[594] Equites, 864 ff.
[595] Fishing by “stirring up the mud,” is known in India. The agents employed for the trampling in the pools are elephants ranged in close order: the beasts enter thoroughly into the sport. Cf. G. P. Sanderson, Thirteen Years among the Wild Beasts in India.
[596] Herodotus, II. 72, who states that it was sacred to the Nile.
[597] Ælian, VIII. 4; Plutarch, Mor., 976A. [See Chapter XVI]. ante.
[598] Athenæus, VII. 50.
[599] Antiphan., Lykon frag. 1, 1 ff., ap. Athen., 755.
[600] Anaxandr., Πόλεις, frag. 1, 5 f.; ap. Athen., 7, 55.

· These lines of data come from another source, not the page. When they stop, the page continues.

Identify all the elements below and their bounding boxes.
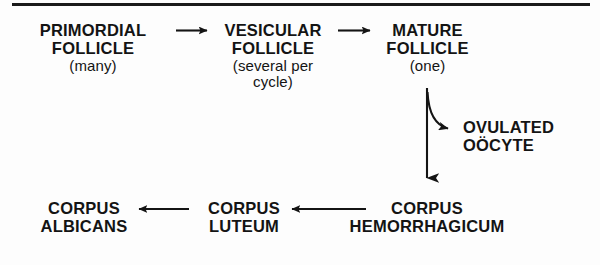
node-corpus-luteum-line2: LUTEUM [199, 218, 289, 236]
node-primordial-follicle-qualifier: (many) [18, 58, 168, 74]
node-ovulated-oocyte-line2: OÖCYTE [463, 137, 593, 155]
top-horizontal-rule [12, 3, 590, 6]
node-vesicular-follicle-line2: FOLLICLE [214, 40, 332, 58]
node-primordial-follicle-line1: PRIMORDIAL [18, 22, 168, 40]
node-mature-follicle-qualifier: (one) [378, 58, 477, 74]
follicle-cycle-diagram: PRIMORDIAL FOLLICLE (many) VESICULAR FOL… [0, 0, 600, 265]
node-corpus-luteum: CORPUS LUTEUM [199, 200, 289, 235]
node-corpus-hemorrhagicum: CORPUS HEMORRHAGICUM [341, 200, 513, 235]
node-ovulated-oocyte-line1: OVULATED [463, 119, 593, 137]
node-corpus-albicans-line1: CORPUS [32, 200, 136, 218]
node-primordial-follicle: PRIMORDIAL FOLLICLE (many) [18, 22, 168, 74]
node-mature-follicle-line1: MATURE [378, 22, 477, 40]
node-corpus-hemorrhagicum-line2: HEMORRHAGICUM [341, 218, 513, 236]
node-mature-follicle-line2: FOLLICLE [378, 40, 477, 58]
node-vesicular-follicle-line1: VESICULAR [214, 22, 332, 40]
node-corpus-albicans-line2: ALBICANS [32, 218, 136, 236]
arrow-mature-to-ovulated-oocyte [428, 92, 449, 129]
node-vesicular-follicle-qualifier: (several per [214, 58, 332, 74]
node-mature-follicle: MATURE FOLLICLE (one) [378, 22, 477, 74]
node-corpus-luteum-line1: CORPUS [199, 200, 289, 218]
node-vesicular-follicle: VESICULAR FOLLICLE (several per cycle) [214, 22, 332, 90]
node-primordial-follicle-line2: FOLLICLE [18, 40, 168, 58]
node-vesicular-follicle-qualifier-cont: cycle) [214, 74, 332, 90]
node-corpus-hemorrhagicum-line1: CORPUS [341, 200, 513, 218]
node-ovulated-oocyte: OVULATED OÖCYTE [463, 119, 593, 154]
node-corpus-albicans: CORPUS ALBICANS [32, 200, 136, 235]
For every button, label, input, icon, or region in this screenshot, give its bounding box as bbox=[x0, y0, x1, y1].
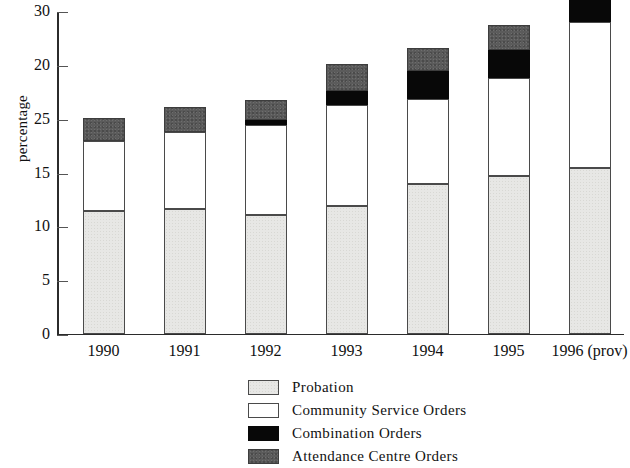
y-tick: 0 bbox=[57, 335, 68, 336]
y-tick: 30 bbox=[57, 12, 68, 13]
legend-item-aco[interactable]: Attendance Centre Orders bbox=[248, 445, 588, 467]
bar-segment-aco[interactable] bbox=[245, 100, 287, 120]
x-axis-line bbox=[57, 334, 624, 336]
bar-1996-prov-[interactable] bbox=[569, 0, 611, 334]
bar-segment-aco[interactable] bbox=[83, 118, 125, 141]
legend-swatch-probation bbox=[248, 380, 279, 395]
y-tick: 15 bbox=[57, 174, 68, 175]
bar-segment-aco[interactable] bbox=[326, 64, 368, 91]
bar-segment-probation[interactable] bbox=[326, 206, 368, 333]
bar-segment-aco[interactable] bbox=[488, 25, 530, 51]
y-tick: 10 bbox=[57, 227, 68, 228]
bar-segment-cso[interactable] bbox=[569, 22, 611, 167]
bar-segment-comb[interactable] bbox=[326, 91, 368, 105]
bar-1990[interactable] bbox=[83, 118, 125, 333]
y-tick-label: 20 bbox=[34, 55, 50, 75]
bar-segment-cso[interactable] bbox=[164, 132, 206, 208]
y-tick-label: 25 bbox=[34, 109, 50, 129]
bar-segment-probation[interactable] bbox=[164, 209, 206, 334]
legend-item-probation[interactable]: Probation bbox=[248, 376, 588, 398]
legend-swatch-aco bbox=[248, 449, 279, 464]
legend-label: Attendance Centre Orders bbox=[292, 447, 458, 465]
legend-label: Combination Orders bbox=[292, 424, 422, 442]
chart-legend: ProbationCommunity Service OrdersCombina… bbox=[248, 376, 588, 468]
stacked-bar-chart: percentage 302025151050 1990199119921993… bbox=[0, 0, 630, 468]
bar-segment-aco[interactable] bbox=[407, 48, 449, 71]
legend-swatch-cso bbox=[248, 403, 279, 418]
y-axis-title: percentage bbox=[14, 59, 31, 199]
bar-segment-comb[interactable] bbox=[245, 120, 287, 124]
bar-1994[interactable] bbox=[407, 48, 449, 333]
bar-segment-cso[interactable] bbox=[245, 125, 287, 215]
y-tick: 25 bbox=[57, 120, 68, 121]
bar-segment-comb[interactable] bbox=[569, 0, 611, 22]
plot-area: 302025151050 bbox=[57, 12, 624, 335]
bar-segment-aco[interactable] bbox=[164, 107, 206, 132]
bar-segment-comb[interactable] bbox=[407, 71, 449, 99]
y-tick-label: 5 bbox=[42, 270, 50, 290]
bar-segment-cso[interactable] bbox=[407, 99, 449, 184]
legend-item-cso[interactable]: Community Service Orders bbox=[248, 399, 588, 421]
legend-label: Probation bbox=[292, 378, 354, 396]
bar-segment-comb[interactable] bbox=[488, 50, 530, 78]
bar-1991[interactable] bbox=[164, 107, 206, 333]
x-tick-label: 1996 (prov) bbox=[530, 341, 630, 361]
y-tick-label: 10 bbox=[34, 216, 50, 236]
bar-segment-probation[interactable] bbox=[407, 184, 449, 334]
legend-item-comb[interactable]: Combination Orders bbox=[248, 422, 588, 444]
bar-segment-probation[interactable] bbox=[83, 211, 125, 334]
legend-label: Community Service Orders bbox=[292, 401, 467, 419]
bar-segment-cso[interactable] bbox=[326, 105, 368, 206]
y-tick: 20 bbox=[57, 66, 68, 67]
y-tick: 5 bbox=[57, 281, 68, 282]
bar-1992[interactable] bbox=[245, 100, 287, 334]
bar-segment-cso[interactable] bbox=[83, 141, 125, 211]
bar-1993[interactable] bbox=[326, 64, 368, 333]
y-tick-label: 15 bbox=[34, 163, 50, 183]
bar-segment-probation[interactable] bbox=[488, 176, 530, 333]
bar-segment-probation[interactable] bbox=[569, 168, 611, 334]
legend-swatch-comb bbox=[248, 426, 279, 441]
bar-segment-cso[interactable] bbox=[488, 78, 530, 176]
bar-segment-probation[interactable] bbox=[245, 215, 287, 333]
bar-1995[interactable] bbox=[488, 25, 530, 334]
y-tick-label: 30 bbox=[34, 1, 50, 21]
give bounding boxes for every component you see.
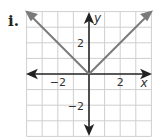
y-axis-label: y (93, 11, 102, 25)
x-tick-neg2: −2 (50, 76, 66, 89)
y-tick-2: 2 (77, 37, 84, 50)
x-axis-label: x (139, 76, 148, 90)
coordinate-plane: −2 2 2 −2 y x (0, 0, 161, 140)
y-tick-neg2: −2 (68, 100, 84, 113)
x-tick-2: 2 (117, 76, 124, 89)
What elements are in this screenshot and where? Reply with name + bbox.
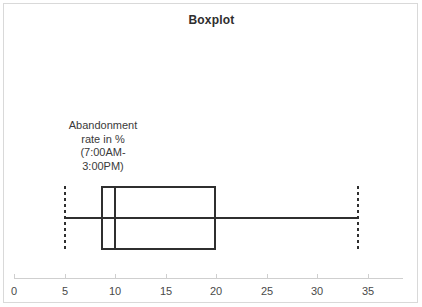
x-tick-label-4: 20 xyxy=(201,285,231,297)
whisker-cap-low xyxy=(64,186,66,250)
x-tick-3 xyxy=(166,274,167,278)
x-tick-1 xyxy=(65,274,66,278)
x-tick-label-2: 10 xyxy=(100,285,130,297)
series-label: Abandonment rate in % (7:00AM- 3:00PM) xyxy=(14,119,192,173)
x-tick-6 xyxy=(317,274,318,278)
x-tick-label-3: 15 xyxy=(151,285,181,297)
x-tick-label-0: 0 xyxy=(0,285,29,297)
x-axis-line xyxy=(14,278,403,279)
x-tick-7 xyxy=(368,274,369,278)
x-tick-label-7: 35 xyxy=(353,285,383,297)
x-tick-label-6: 30 xyxy=(302,285,332,297)
chart-frame: Boxplot Abandonment rate in % (7:00AM- 3… xyxy=(3,3,418,303)
x-tick-label-5: 25 xyxy=(252,285,282,297)
box-rect xyxy=(101,186,216,250)
series-label-line-2: rate in % xyxy=(14,133,192,147)
series-label-line-3: (7:00AM- xyxy=(14,146,192,160)
series-label-line-1: Abandonment xyxy=(14,119,192,133)
x-tick-2 xyxy=(115,274,116,278)
x-tick-0 xyxy=(14,274,15,278)
plot-area: Abandonment rate in % (7:00AM- 3:00PM) 0… xyxy=(4,4,419,304)
whisker-cap-high xyxy=(357,186,359,250)
x-tick-5 xyxy=(267,274,268,278)
x-tick-label-1: 5 xyxy=(50,285,80,297)
series-label-line-4: 3:00PM) xyxy=(14,160,192,174)
median-line xyxy=(114,186,116,250)
x-tick-4 xyxy=(216,274,217,278)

[601] Contrast with the Greeks and Romans the abstention from the Murænidæ by the Egyptians, Jews, Mussulmans, and Highlanders; in the case of the last, however, the abstention was due to no religious injunction but to physical loathing.
Fuller on the derivation of the Isle of Ely is too quaint to omit: “When the priests of this part of the country would still retain their wives in spite of what Pope and monks could do to the contrary, their wives and children were miraculously turned into eels, whence it had the name of Ely. I consider it a lie.” That Ely is derived from the abundance of Eels taken there has the ancient authority of Liber Eliensis (II. 53). J. B. Johnston, The Place-Names of England and Wales (London, 1915), p. 250, takes Ely to mean the “eel-island.” He adds, however, that Skeat regarded Elge, Bede’s spelling of the name, as “eel-region,” the second element in the compound, ge, being a very rare and early Old English word for “district” (cf. German, Gau). Isaac Taylor, Names and Histories (London, 1896), s.v. Ely, states that rents were there paid in Eels.

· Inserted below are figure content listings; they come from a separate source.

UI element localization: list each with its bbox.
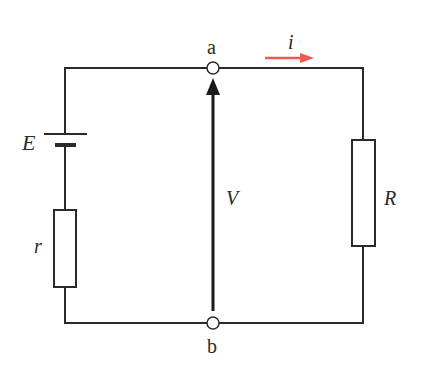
wire-top: [65, 68, 207, 134]
resistor-r: [54, 210, 76, 287]
node-a: [207, 62, 219, 74]
wire-right-bottom: [219, 246, 363, 323]
voltage-arrowhead: [206, 78, 220, 95]
label-load-resistance: R: [384, 188, 396, 208]
label-voltage: V: [226, 188, 238, 208]
wire-top-right: [219, 68, 363, 140]
label-internal-resistance: r: [34, 236, 42, 256]
label-emf: E: [22, 132, 35, 154]
node-b: [207, 317, 219, 329]
label-node-a: a: [207, 37, 216, 57]
label-node-b: b: [207, 336, 217, 356]
resistor-R: [352, 140, 375, 246]
label-current: i: [288, 32, 294, 52]
current-arrowhead: [300, 53, 314, 63]
wire-bottom-left: [65, 287, 207, 323]
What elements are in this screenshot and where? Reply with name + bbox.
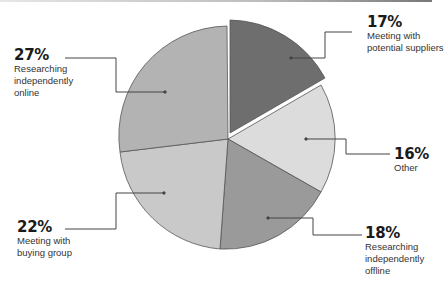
- label-suppliers-line2: potential suppliers: [367, 42, 444, 54]
- label-offline-line2: independently: [365, 253, 424, 265]
- label-other: 16% Other: [394, 146, 429, 174]
- label-online-pct: 27%: [14, 47, 73, 63]
- label-offline-line3: offline: [365, 265, 424, 277]
- label-offline-pct: 18%: [365, 225, 424, 241]
- label-online-line1: Researching: [14, 63, 73, 75]
- label-buying: 22% Meeting with buying group: [17, 219, 72, 259]
- label-online: 27% Researching independently online: [14, 47, 73, 99]
- label-online-line3: online: [14, 87, 73, 99]
- slice-online: [119, 26, 228, 152]
- slice-buying: [120, 139, 228, 249]
- label-offline-line1: Researching: [365, 241, 424, 253]
- label-other-line1: Other: [394, 162, 429, 174]
- label-suppliers-pct: 17%: [367, 14, 444, 30]
- label-buying-line2: buying group: [17, 247, 72, 259]
- label-buying-line1: Meeting with: [17, 235, 72, 247]
- label-online-line2: independently: [14, 75, 73, 87]
- label-buying-pct: 22%: [17, 219, 72, 235]
- label-offline: 18% Researching independently offline: [365, 225, 424, 277]
- label-suppliers: 17% Meeting with potential suppliers: [367, 14, 444, 54]
- label-other-pct: 16%: [394, 146, 429, 162]
- label-suppliers-line1: Meeting with: [367, 30, 444, 42]
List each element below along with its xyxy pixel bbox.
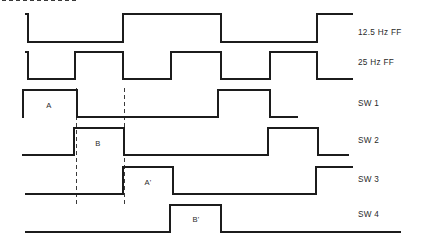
waveform-ff-25 xyxy=(26,52,352,79)
annot-b: B xyxy=(95,139,100,148)
annot-a-prime: A' xyxy=(145,178,152,187)
timing-diagram-canvas: 12.5 Hz FF25 Hz FFSW 1SW 2SW 3SW 4 ABA'B… xyxy=(0,0,422,248)
waveform-sw-4 xyxy=(26,205,400,232)
signal-label-sw-1: SW 1 xyxy=(358,99,379,108)
signal-label-ff-12-5: 12.5 Hz FF xyxy=(358,28,402,37)
signal-label-sw-3: SW 3 xyxy=(358,175,379,184)
waveform-sw-1 xyxy=(23,90,297,117)
signal-label-sw-4: SW 4 xyxy=(358,210,379,219)
signal-label-sw-2: SW 2 xyxy=(358,136,379,145)
waveforms-layer xyxy=(23,14,400,232)
signal-label-ff-25: 25 Hz FF xyxy=(358,58,394,67)
timing-diagram-root: 12.5 Hz FF25 Hz FFSW 1SW 2SW 3SW 4 ABA'B… xyxy=(0,0,422,248)
waveform-sw-3 xyxy=(26,167,352,194)
waveform-sw-2 xyxy=(23,128,348,155)
annot-b-prime: B' xyxy=(193,215,200,224)
annot-a: A xyxy=(46,101,52,110)
waveform-ff-12-5 xyxy=(26,14,352,42)
signal-labels-layer: 12.5 Hz FF25 Hz FFSW 1SW 2SW 3SW 4 xyxy=(358,28,402,219)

[602] Care must be taken to distinguish between the Eel, ἔγχελυς, of the Greeks, Anguilla of the Romans, and the so-called Lamprey, μύραινα, or Muræna. Although both belong to the large family of Murænidæ, the Muræna is usually a much smaller fish, seldom over 2½ feet long. In shape and general appearance it closely resembles the Eel, but can be differentiated by its teeth and certain spots over the body. It becomes very corpulent, so much so that in late life it is unable to keep its back under water: it is easier to flay, and whiter of flesh than its relative. Apart from its mating with the viper, and its tendency (teste Columella) to go mad, its chief characteristics are greed and fierceness of attack. The second book of Oppian has two really spirited pictures of its fight with, and conquest of, the Cuttle fish, and of its rush at, but eventual defeat by, the Lobster. At Athens the Eel, at Rome the Muræna, was the favourite.